Distributed throttling won't work. It will lead to throttling inconsistencies since the throttling replication won't happen if you don't enable clustering. Lets say you define 'Gold' tier for an API. Doesn't matter how many gateway instances you are using, a user should be restricted to access no more than 20req/min to this API. This should have been implemented based on a distributed counter (not sure the exact implementation details). So if you don't enable clustering, one gateway node doesn't know the number of requests served by other gateway nodes. So each gateway node will have their own throttle counter. Meaning - a user might be able to access your API more than 20req/min. So this is one of the throttling inconsistencies. Further, lets say one gateway node is throttled out a user but the other gateway node is not. Now, if your LB routes the request to 1st gateway node, user will not be able to access the API. If your LB routes the request to 2nd gateway node, user will be able to access the API. This is another instance of throttling inconsistency. To overcome all these issues, you just need to replicate the throttling across all the gateway nodes by enabling clustering.

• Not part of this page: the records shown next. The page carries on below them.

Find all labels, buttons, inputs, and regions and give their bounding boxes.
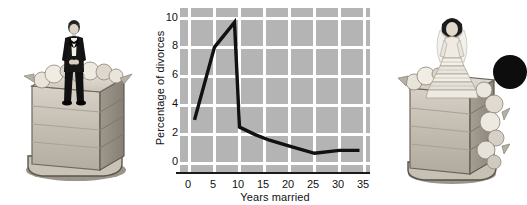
groom-cake-illustration <box>12 14 142 192</box>
x-tick-label: 5 <box>201 178 225 190</box>
bride-cake-image <box>398 12 510 194</box>
plot-wrapper: 0 2 4 6 8 10 0 5 10 15 20 25 30 35 Years… <box>168 6 370 202</box>
x-axis-title: Years married <box>180 191 370 203</box>
bride-cake-illustration <box>398 12 510 194</box>
y-axis-title: Percentage of divorces <box>154 8 168 168</box>
edge-bullet-dot <box>493 55 527 89</box>
divorce-rate-chart: Percentage of divorces <box>152 6 370 202</box>
data-series-line <box>180 8 370 172</box>
cake-side-face <box>100 78 124 170</box>
y-tick-label: 6 <box>160 69 178 79</box>
bride-figurine <box>426 18 478 98</box>
x-tick-label: 20 <box>276 178 300 190</box>
x-tick-label: 25 <box>301 178 325 190</box>
cake-flowers-cascade <box>476 82 510 169</box>
x-tick-label: 15 <box>251 178 275 190</box>
y-tick-label: 2 <box>160 127 178 137</box>
groom-cake-image <box>12 14 142 192</box>
x-tick-label: 30 <box>326 178 350 190</box>
y-tick-label: 4 <box>160 98 178 108</box>
divorce-percentage-polyline <box>195 22 360 153</box>
y-tick-label: 0 <box>160 156 178 166</box>
x-tick-label: 35 <box>351 178 375 190</box>
x-tick-label: 0 <box>176 178 200 190</box>
x-axis-line <box>176 172 370 174</box>
x-tick-label: 10 <box>226 178 250 190</box>
y-tick-label: 8 <box>160 40 178 50</box>
y-tick-label: 10 <box>160 12 178 22</box>
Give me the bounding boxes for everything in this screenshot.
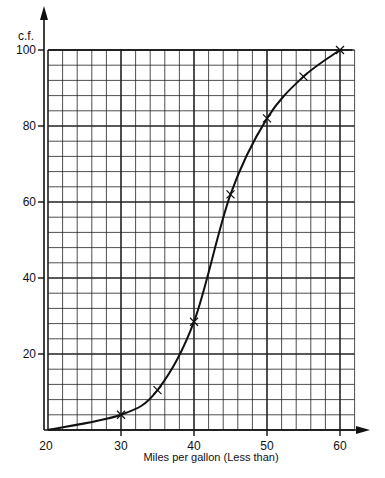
grid — [48, 50, 355, 430]
y-tick-label: 40 — [23, 271, 37, 285]
cumulative-frequency-chart: 204060801002030405060 c.f. Miles per gal… — [0, 0, 385, 478]
cross-marker — [300, 73, 308, 81]
x-tick-label: 20 — [39, 439, 53, 453]
axes — [40, 6, 370, 434]
y-tick-label: 20 — [23, 347, 37, 361]
y-tick-label: 100 — [16, 43, 36, 57]
y-tick-label: 80 — [23, 119, 37, 133]
x-tick-label: 60 — [333, 439, 347, 453]
y-tick-label: 60 — [23, 195, 37, 209]
x-tick-label: 30 — [114, 439, 128, 453]
cross-marker — [154, 386, 162, 394]
y-axis-label: c.f. — [18, 29, 34, 43]
x-axis-label: Miles per gallon (Less than) — [143, 451, 278, 463]
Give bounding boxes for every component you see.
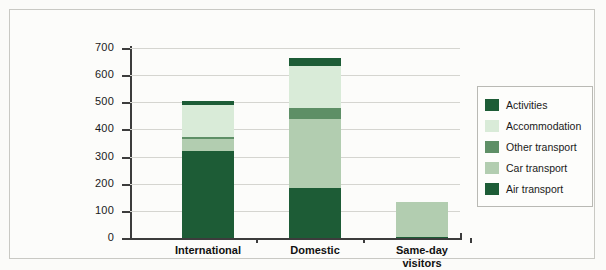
x-axis-label-line1: Same-day (367, 244, 477, 257)
y-axis-tick-label: 200 (74, 177, 114, 189)
y-axis-tick (122, 75, 130, 77)
legend-item-accommodation[interactable]: Accommodation (485, 115, 586, 136)
bar-international[interactable] (182, 48, 234, 238)
legend-swatch (485, 183, 499, 195)
y-axis-tick-label: 400 (74, 122, 114, 134)
y-axis-tick-label: 300 (74, 150, 114, 162)
bar-segment-car-transport[interactable] (289, 119, 341, 189)
legend-label: Activities (506, 99, 547, 111)
x-axis-label-line2: visitors (367, 257, 477, 270)
y-axis-tick (122, 48, 130, 50)
y-axis-tick-label: 0 (74, 231, 114, 243)
y-axis-tick-label: 600 (74, 68, 114, 80)
bar-segment-air-transport[interactable] (182, 151, 234, 238)
bar-segment-accommodation[interactable] (182, 105, 234, 137)
legend-label: Car transport (506, 162, 567, 174)
legend-swatch (485, 99, 499, 111)
chart-figure: CO2 emissions (Mton) 0100200300400500600… (0, 0, 606, 270)
bar-segment-car-transport[interactable] (182, 139, 234, 151)
bar-same-day-visitors[interactable] (396, 48, 448, 238)
y-axis-tick (122, 184, 130, 186)
y-axis-tick-label: 100 (74, 204, 114, 216)
x-axis-endcap (460, 233, 462, 240)
x-axis-category-label: International (153, 244, 263, 257)
y-axis-tick-label: 500 (74, 95, 114, 107)
x-axis-tick (363, 238, 365, 243)
legend-swatch (485, 141, 499, 153)
y-axis-tick (122, 157, 130, 159)
x-axis-tick (256, 238, 258, 243)
bar-segment-activities[interactable] (182, 101, 234, 105)
legend-item-other-transport[interactable]: Other transport (485, 136, 586, 157)
figure-frame: CO2 emissions (Mton) 0100200300400500600… (9, 9, 595, 259)
y-axis-tick (122, 238, 130, 240)
bar-segment-other-transport[interactable] (182, 137, 234, 139)
x-axis-category-label: Same-dayvisitors (367, 244, 477, 270)
x-axis-tick (470, 238, 472, 243)
bar-segment-car-transport[interactable] (396, 202, 448, 237)
y-axis-tick (122, 102, 130, 104)
plot-area (130, 48, 460, 238)
legend-label: Other transport (506, 141, 577, 153)
y-axis-tick (122, 211, 130, 213)
x-axis-label-line1: Domestic (260, 244, 370, 257)
bar-domestic[interactable] (289, 48, 341, 238)
legend-item-car-transport[interactable]: Car transport (485, 157, 586, 178)
legend-label: Accommodation (506, 120, 581, 132)
x-axis-line (130, 238, 462, 240)
x-axis-label-line1: International (153, 244, 263, 257)
chart-legend: ActivitiesAccommodationOther transportCa… (477, 86, 593, 207)
bar-segment-other-transport[interactable] (289, 108, 341, 119)
x-axis-category-label: Domestic (260, 244, 370, 257)
legend-label: Air transport (506, 183, 563, 195)
legend-swatch (485, 120, 499, 132)
legend-swatch (485, 162, 499, 174)
y-axis-tick (122, 129, 130, 131)
legend-item-activities[interactable]: Activities (485, 94, 586, 115)
bar-segment-activities[interactable] (289, 58, 341, 65)
bar-segment-air-transport[interactable] (396, 237, 448, 238)
bar-segment-air-transport[interactable] (289, 188, 341, 238)
legend-item-air-transport[interactable]: Air transport (485, 178, 586, 199)
y-axis-tick-label: 700 (74, 41, 114, 53)
bar-segment-accommodation[interactable] (289, 66, 341, 108)
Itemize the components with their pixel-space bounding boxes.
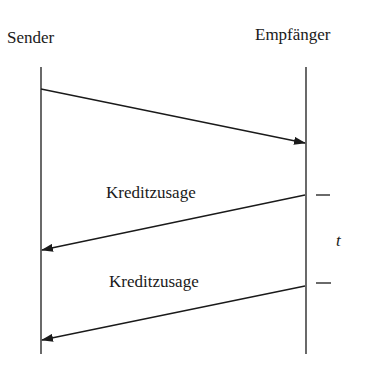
message-label-1: Kreditzusage	[106, 183, 196, 203]
message-arrow-1	[41, 89, 305, 143]
message-arrow-2	[42, 195, 305, 250]
message-arrow-3	[42, 286, 305, 340]
message-label-2: Kreditzusage	[109, 272, 199, 292]
time-axis-label: t	[336, 231, 341, 251]
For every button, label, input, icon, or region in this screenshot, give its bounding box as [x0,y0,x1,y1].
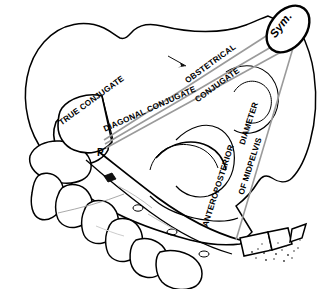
pelvis-diagram-figure: TRUE CONJUGATE OBSTETRICAL CONJUGATE DIA… [0,0,332,289]
coccyx-tip-block-2 [268,228,292,250]
coccyx-tip-apex [290,224,306,242]
sacral-foramen-5 [199,251,209,257]
pelvis-illustration [0,0,332,289]
coccyx-segment-2 [156,250,202,289]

Distributed caching won't work. For example, API Key validation information are cached. If you revoke a token in one API Manager node, cache will be cleared in that node. So a user can't use revoked token via that API Manager node, BUT he is able to use the token via the other API Manager node until the cache is invalidated (I guess 15 min by default). This is just one instance where things can go wrong if you don't cluster your API Manager instances. To solve these issues, you just need to enable clustering, then the cache will be in sync across the cluster. Read this doc for more details on various caching available in WSO2 API Manager.
You will be having several issues if you don't have above features. WSO2 highly recommends distributed deployment in production.
I have configured 2 wso2 api gateways (say gw1 and gw2) behind a load balancer (say lb1) . I have configured publisher in another node( say pub1). In pub1 box /etc/hosts file I have api gateway url to that of lb1. Now whenever I update or add a new api on pub1 it does not get immediately reflected on both gw1 and gw2, it gets reflected on one of the two. Is there a way programtically force api manager to refresh the list of published api's?
You need us deployment synchronizer to sync the artifacts across the gateway nodes. In your scenario, one gateway will need to be treated as the manager whilst the other one as the worker node.
Pls refer the documentation here on how to configure deployment synchronizer.